I've been installing CD/DVD reader/writer units in the PCs of friends
and family for a while now (easy once I'd sussed "master" and "slave"
ha ha) but I'm intrigued as to why sometimes they come with a tiny
"audio cable".

It looks like one end goes in the unit and the other in either the
sound card or motherboard, but I've never used one, and it's always
worked ok. I asked a PC engineer once and he fobbed me off with "If it
works without, why worry?" which is fair enough, but I'm still eager
to know why they supply them.

If anyone knows, I'd love to know why, for no other reason than
curiosity!

Thanks
Paul
 
Paul Jones said:
I've been installing CD/DVD reader/writer units in the PCs of friends
and family for a while now (easy once I'd sussed "master" and "slave"
ha ha) but I'm intrigued as to why sometimes they come with a tiny
"audio cable".

It looks like one end goes in the unit and the other in either the
sound card or motherboard, but I've never used one, and it's always
worked ok. I asked a PC engineer once and he fobbed me off with "If it
works without, why worry?" which is fair enough, but I'm still eager
to know why they supply them.


The cable is needed on *some* systems...
probably depending on the software and operating system.

I know a lot of the win98 machines I still work on need it for CD audio...

However if it works without the cable don't worry about it
 
The audio cable was required on older systems using ISA sound cards.
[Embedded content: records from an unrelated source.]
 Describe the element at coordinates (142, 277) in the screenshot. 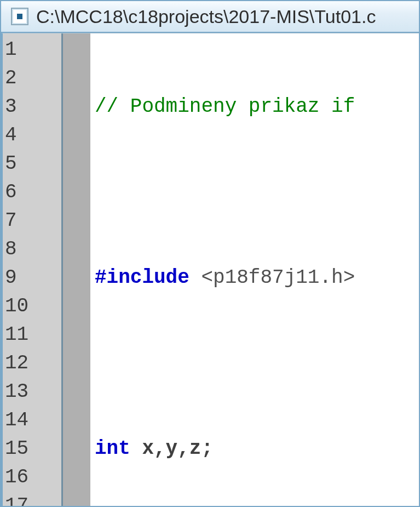

I see `preprocessor: #include` at that location.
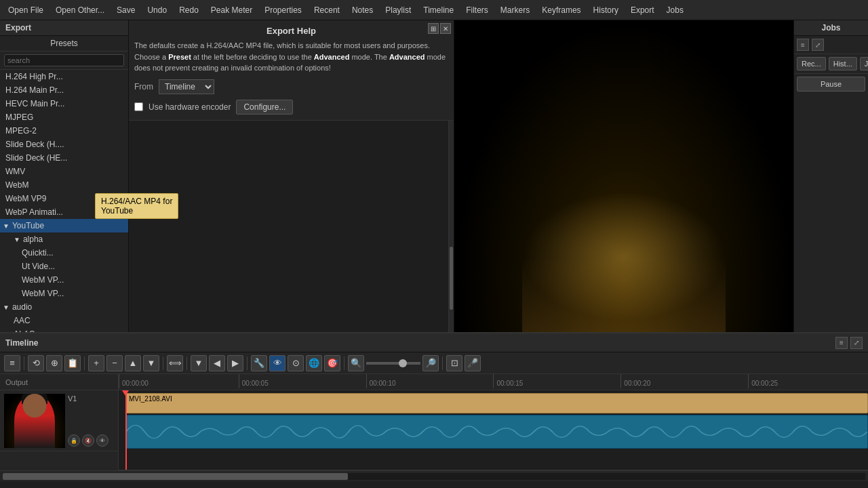  What do you see at coordinates (26, 10) in the screenshot?
I see `menu-open-file: Open File` at bounding box center [26, 10].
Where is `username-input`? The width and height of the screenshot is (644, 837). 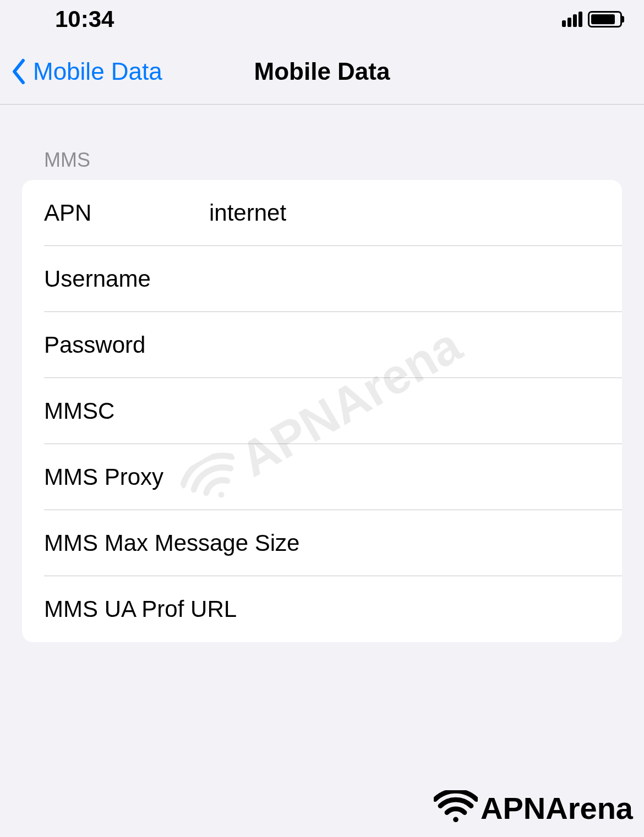
username-input is located at coordinates (405, 279).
They
did not have the capability to get the sound data passed through the bus as
pci cards do. The cable is no longer needed when using integrated or pci
sound cards
 
With the older systems the CDROM drive did the digital to analog conversion and fed the analog signal directly to the sound card. This was necessary to be able to play audio CDs without the sound braking up while running applications at the same time on old slow PCs running crude OSs such as Win3.x and Win9x.
 
Mr. Curiosity: Good question. Prior to Windows XP the data signal from the
CD/DVD player ran thru the ribbon cable, but the audio signal HAD to go thru
a separate audio cable. In XP the software changed to where the data AND
audio signals from the player both travel thru the ribbon data cable.
 
DaveW said:
Mr. Curiosity: Good question. Prior to Windows XP the data signal
from the CD/DVD player ran thru the ribbon cable, but the audio
signal HAD to go thru a separate audio cable. In XP the software
changed to where the data AND audio signals from the player both
travel thru the ribbon data cable.

That change happened a LONG time before XP showed up.